The web is built on HyperText Markup Language (HTML), proposed in 1990 as a way to solve an inherent problem with vast bodies of writing: referencing and creating links to other content.
The technology on HyperText has come a long way. Cascading Style Sheets (CSS) was proposed in 1994 bringing versatility to layout and visual aspects of HyperText documents; and in 1995 JavaScript came along to enable dynamic documents and complex behavior.
It didn't take two decades before these technologies would grow nearly limitless. Tools like D3 showcase the flexibility of the definition of what a "document" is, using HyperText blocks with styling and behavior to enable amazingly complex data visualization.
Yet most medium-to-long-form writing (like this one) is still mostly confined to print media presentation and structure, except for the occasional embedded interactive media, mostly supporting material. This seemingly staleness is not due to the lack of creativity. The person who coined the term "hypertext" had already proposed StretchText in 1967.
StretchText is an interesting and immediately appealing idea: text that can be expanded into more details if and only if the reader has interest on it. It keeps getting rediscovered, though never making it into wide adoption. Most people never heard of it and those who did have a hard time recalling it being used in more than 3 places.
Why is that? Such an intriguing and powerful idea with so little traction. There ought to be some reason to it. After writing some myself and reading it many times over, I think I can extrapolate from my own experience and the reasons why I'm probably not going to use it much more either.
When using stretchtext, in theory, one doesn't have to concern themselves with the task of reducing the overall scope to target a specific audience, as each level of interest and expertise should self guide to the appropriate level of detail.
In practice, that means writing for multiple possible audiences at the same time and planning how to weave those two (three, four...) texts into a single current of ideas. Instead of the usual segmentation mechanisms like foot notes, separate paragraphs, links to a separate document or a mere subordinate clause, there's now another set of choices to be made regarding how deep that information is hidden and how cohesive is the surrounding content with or without that segment.
Doesn't sound too hard, but stretching words into expanded forms within parent sentences requires writing similar to poetry. If stretching whole sentences to more sentences, there's still some effort in keeping harmony with the paragraph. This level of orchestration isn't expected from other forms of linked content and highly increases the rewriting and rewording loop.
Even if a reader is already optimally served by the current level of detail, they will expand deeper just to be sure. The reader cannot tell what is their ideal level of detail until they shoot past it, as there's usually no means of previewing the collapsed content. Worse yet, it's likely that most readers will expand the vast majority of collapsed content simply out of curiosity or FOMO anyway.
Readers that would otherwise have read the whole text can run out of patience for clicking and re-reading; and readers that would have benefited from the terser form will repeatedly experience the regret of unnecessary expansions before they learn to live with the anxiety of not knowing what's behind the curtain.
That's probably why many modern platforms offer preview popovers on mouse hover instead of stretchable embedded content: tooltip panes are cheap and ephemeral. The reader doesn't feel pressured to read or follow up content just because it popped up. We're used to dismissing popups. Popovers provide clearly demarcated context switching and the reader expects those to be related but self contained.
Given the big costs and difficulty of positive returns, the application of StretchText is probably destined to remain rare. Its alternatives like hyperlinks and conceptual successors like hovering tooltips will remain the preferred choices for tucking away additional content.
It also remains true that StretchText is enticing. It's more interactive, exercises curiosity, it's different. Because it's so difficult to get it right, when it clicks it's amazing. Used sparingly, intentionally and with a great deal of sense of art, it will keep getting rediscovered now and then as an exotic spice for hypertext. Arcane magic theorized before the web itself, a will of the ancients.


• **WHAT IS REQUIRED**
Your task is to retype every entry exactly while omitting the pictures.

Saved data entries
★ ★ ★ ★ ★ ★ ★
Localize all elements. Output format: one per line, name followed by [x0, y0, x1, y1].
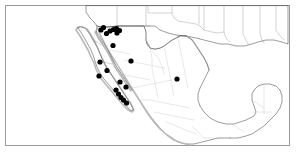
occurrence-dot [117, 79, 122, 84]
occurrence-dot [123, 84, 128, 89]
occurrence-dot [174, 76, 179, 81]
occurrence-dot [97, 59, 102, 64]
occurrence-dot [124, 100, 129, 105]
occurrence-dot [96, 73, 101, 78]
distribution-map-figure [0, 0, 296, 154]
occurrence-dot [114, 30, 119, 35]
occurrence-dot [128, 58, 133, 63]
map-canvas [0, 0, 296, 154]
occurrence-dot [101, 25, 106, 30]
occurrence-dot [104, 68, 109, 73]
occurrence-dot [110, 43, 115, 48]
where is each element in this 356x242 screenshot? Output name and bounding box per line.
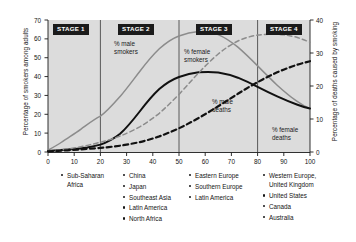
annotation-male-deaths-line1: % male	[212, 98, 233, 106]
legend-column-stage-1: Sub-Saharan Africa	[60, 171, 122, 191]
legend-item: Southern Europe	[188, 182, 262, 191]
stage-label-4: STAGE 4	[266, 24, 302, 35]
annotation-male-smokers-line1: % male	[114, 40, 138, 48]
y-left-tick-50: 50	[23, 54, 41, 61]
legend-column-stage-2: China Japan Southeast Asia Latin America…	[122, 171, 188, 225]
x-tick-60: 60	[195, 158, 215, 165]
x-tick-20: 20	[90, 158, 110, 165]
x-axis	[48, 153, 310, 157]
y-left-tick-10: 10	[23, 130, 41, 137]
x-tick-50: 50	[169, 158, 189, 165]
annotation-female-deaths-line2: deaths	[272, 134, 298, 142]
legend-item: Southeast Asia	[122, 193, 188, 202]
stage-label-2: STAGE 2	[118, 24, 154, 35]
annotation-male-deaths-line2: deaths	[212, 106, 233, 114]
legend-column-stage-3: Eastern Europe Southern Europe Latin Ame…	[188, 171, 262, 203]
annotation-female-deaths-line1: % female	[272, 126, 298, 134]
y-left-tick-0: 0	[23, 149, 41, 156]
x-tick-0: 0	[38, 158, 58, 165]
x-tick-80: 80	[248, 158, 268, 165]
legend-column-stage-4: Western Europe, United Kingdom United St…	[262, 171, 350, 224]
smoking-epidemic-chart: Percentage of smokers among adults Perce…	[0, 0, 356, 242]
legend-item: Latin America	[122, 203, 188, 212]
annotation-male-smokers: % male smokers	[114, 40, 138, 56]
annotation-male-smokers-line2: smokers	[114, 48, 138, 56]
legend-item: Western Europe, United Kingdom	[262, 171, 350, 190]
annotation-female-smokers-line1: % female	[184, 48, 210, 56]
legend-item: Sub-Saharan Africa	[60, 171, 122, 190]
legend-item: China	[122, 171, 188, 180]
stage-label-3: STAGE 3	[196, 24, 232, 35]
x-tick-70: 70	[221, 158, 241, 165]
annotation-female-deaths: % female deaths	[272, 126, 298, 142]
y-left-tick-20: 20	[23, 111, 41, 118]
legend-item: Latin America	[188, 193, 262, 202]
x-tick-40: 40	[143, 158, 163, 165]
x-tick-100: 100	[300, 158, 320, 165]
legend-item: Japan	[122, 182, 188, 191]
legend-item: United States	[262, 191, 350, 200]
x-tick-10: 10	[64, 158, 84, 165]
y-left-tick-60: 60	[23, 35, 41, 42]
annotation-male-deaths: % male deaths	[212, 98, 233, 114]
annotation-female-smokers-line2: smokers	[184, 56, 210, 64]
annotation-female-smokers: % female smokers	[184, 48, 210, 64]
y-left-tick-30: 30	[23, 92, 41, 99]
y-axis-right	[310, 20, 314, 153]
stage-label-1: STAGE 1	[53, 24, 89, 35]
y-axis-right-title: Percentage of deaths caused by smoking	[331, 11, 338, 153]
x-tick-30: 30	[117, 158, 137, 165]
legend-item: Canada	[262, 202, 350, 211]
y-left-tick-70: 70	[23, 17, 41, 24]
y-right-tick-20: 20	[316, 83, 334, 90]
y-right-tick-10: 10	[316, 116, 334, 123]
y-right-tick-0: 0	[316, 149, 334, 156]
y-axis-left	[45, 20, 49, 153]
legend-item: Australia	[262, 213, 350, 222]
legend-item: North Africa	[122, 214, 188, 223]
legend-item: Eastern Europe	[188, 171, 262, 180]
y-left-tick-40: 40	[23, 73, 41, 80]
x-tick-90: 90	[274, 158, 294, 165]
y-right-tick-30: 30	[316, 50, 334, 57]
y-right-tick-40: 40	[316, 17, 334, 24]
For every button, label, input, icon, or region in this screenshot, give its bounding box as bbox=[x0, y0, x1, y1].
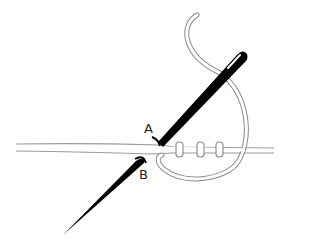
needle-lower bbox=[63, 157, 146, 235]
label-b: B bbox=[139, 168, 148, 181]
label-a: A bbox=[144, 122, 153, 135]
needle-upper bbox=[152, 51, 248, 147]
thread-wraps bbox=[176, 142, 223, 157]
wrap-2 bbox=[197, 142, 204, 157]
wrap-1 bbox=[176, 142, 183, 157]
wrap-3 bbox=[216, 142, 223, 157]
★ ★ ★ ★ ★ ★ ★
• **RESPONSE TO THIS TASK**
Localize all elements. Output format: one per line, name followed by [x0, y0, x1, y1].
occurrence-dot [117, 79, 122, 84]
occurrence-dot [123, 84, 128, 89]
occurrence-dot [174, 76, 179, 81]
occurrence-dot [97, 59, 102, 64]
occurrence-dot [124, 100, 129, 105]
occurrence-dot [96, 73, 101, 78]
distribution-map-figure [0, 0, 296, 154]
occurrence-dot [114, 30, 119, 35]
occurrence-dot [128, 58, 133, 63]
map-canvas [0, 0, 296, 154]
occurrence-dot [101, 25, 106, 30]
occurrence-dot [104, 68, 109, 73]
occurrence-dot [110, 43, 115, 48]
where is each element in this 356x242 screenshot? Output name and bounding box per line.
annotation-male-deaths-line1: % male	[212, 98, 233, 106]
legend-column-stage-1: Sub-Saharan Africa	[60, 171, 122, 191]
legend-item: Southern Europe	[188, 182, 262, 191]
stage-label-4: STAGE 4	[266, 24, 302, 35]
annotation-male-smokers-line1: % male	[114, 40, 138, 48]
y-left-tick-50: 50	[23, 54, 41, 61]
legend-column-stage-2: China Japan Southeast Asia Latin America…	[122, 171, 188, 225]
x-tick-60: 60	[195, 158, 215, 165]
x-tick-20: 20	[90, 158, 110, 165]
x-axis	[48, 153, 310, 157]
y-left-tick-10: 10	[23, 130, 41, 137]
x-tick-50: 50	[169, 158, 189, 165]
annotation-female-deaths-line2: deaths	[272, 134, 298, 142]
legend-item: Southeast Asia	[122, 193, 188, 202]
stage-label-2: STAGE 2	[118, 24, 154, 35]
annotation-male-deaths-line2: deaths	[212, 106, 233, 114]
legend-column-stage-3: Eastern Europe Southern Europe Latin Ame…	[188, 171, 262, 203]
annotation-female-deaths-line1: % female	[272, 126, 298, 134]
y-left-tick-0: 0	[23, 149, 41, 156]
x-tick-0: 0	[38, 158, 58, 165]
x-tick-80: 80	[248, 158, 268, 165]
legend-column-stage-4: Western Europe, United Kingdom United St…	[262, 171, 350, 224]
smoking-epidemic-chart: Percentage of smokers among adults Perce…	[0, 0, 356, 242]
legend-item: Latin America	[122, 203, 188, 212]
annotation-male-smokers: % male smokers	[114, 40, 138, 56]
annotation-male-smokers-line2: smokers	[114, 48, 138, 56]
legend-item: Western Europe, United Kingdom	[262, 171, 350, 190]
annotation-female-smokers-line1: % female	[184, 48, 210, 56]
legend-item: Sub-Saharan Africa	[60, 171, 122, 190]
legend-item: China	[122, 171, 188, 180]
stage-label-3: STAGE 3	[196, 24, 232, 35]
x-tick-70: 70	[221, 158, 241, 165]
annotation-female-deaths: % female deaths	[272, 126, 298, 142]
y-left-tick-20: 20	[23, 111, 41, 118]
legend-item: Latin America	[188, 193, 262, 202]
x-tick-40: 40	[143, 158, 163, 165]
x-tick-100: 100	[300, 158, 320, 165]
legend-item: Japan	[122, 182, 188, 191]
legend-item: United States	[262, 191, 350, 200]
x-tick-10: 10	[64, 158, 84, 165]
y-left-tick-60: 60	[23, 35, 41, 42]
annotation-male-deaths: % male deaths	[212, 98, 233, 114]
annotation-female-smokers-line2: smokers	[184, 56, 210, 64]
annotation-female-smokers: % female smokers	[184, 48, 210, 64]
y-left-tick-30: 30	[23, 92, 41, 99]
y-axis-right	[310, 20, 314, 153]
stage-label-1: STAGE 1	[53, 24, 89, 35]
y-axis-right-title: Percentage of deaths caused by smoking	[331, 11, 338, 153]
x-tick-30: 30	[117, 158, 137, 165]
legend-item: Canada	[262, 202, 350, 211]
y-left-tick-70: 70	[23, 17, 41, 24]
y-right-tick-20: 20	[316, 83, 334, 90]
y-right-tick-10: 10	[316, 116, 334, 123]
y-right-tick-0: 0	[316, 149, 334, 156]
y-axis-left	[45, 20, 49, 153]
legend-item: Australia	[262, 213, 350, 222]
legend-item: North Africa	[122, 214, 188, 223]
legend-item: Eastern Europe	[188, 171, 262, 180]
y-left-tick-40: 40	[23, 73, 41, 80]
x-tick-90: 90	[274, 158, 294, 165]
y-right-tick-30: 30	[316, 50, 334, 57]
y-right-tick-40: 40	[316, 17, 334, 24]
For every button, label, input, icon, or region in this screenshot, give its bounding box as bbox=[x0, y0, x1, y1].
needle-lower bbox=[63, 157, 146, 235]
label-b: B bbox=[139, 168, 148, 181]
label-a: A bbox=[144, 122, 153, 135]
needle-upper bbox=[152, 51, 248, 147]
thread-wraps bbox=[176, 142, 223, 157]
wrap-2 bbox=[197, 142, 204, 157]
wrap-1 bbox=[176, 142, 183, 157]
wrap-3 bbox=[216, 142, 223, 157]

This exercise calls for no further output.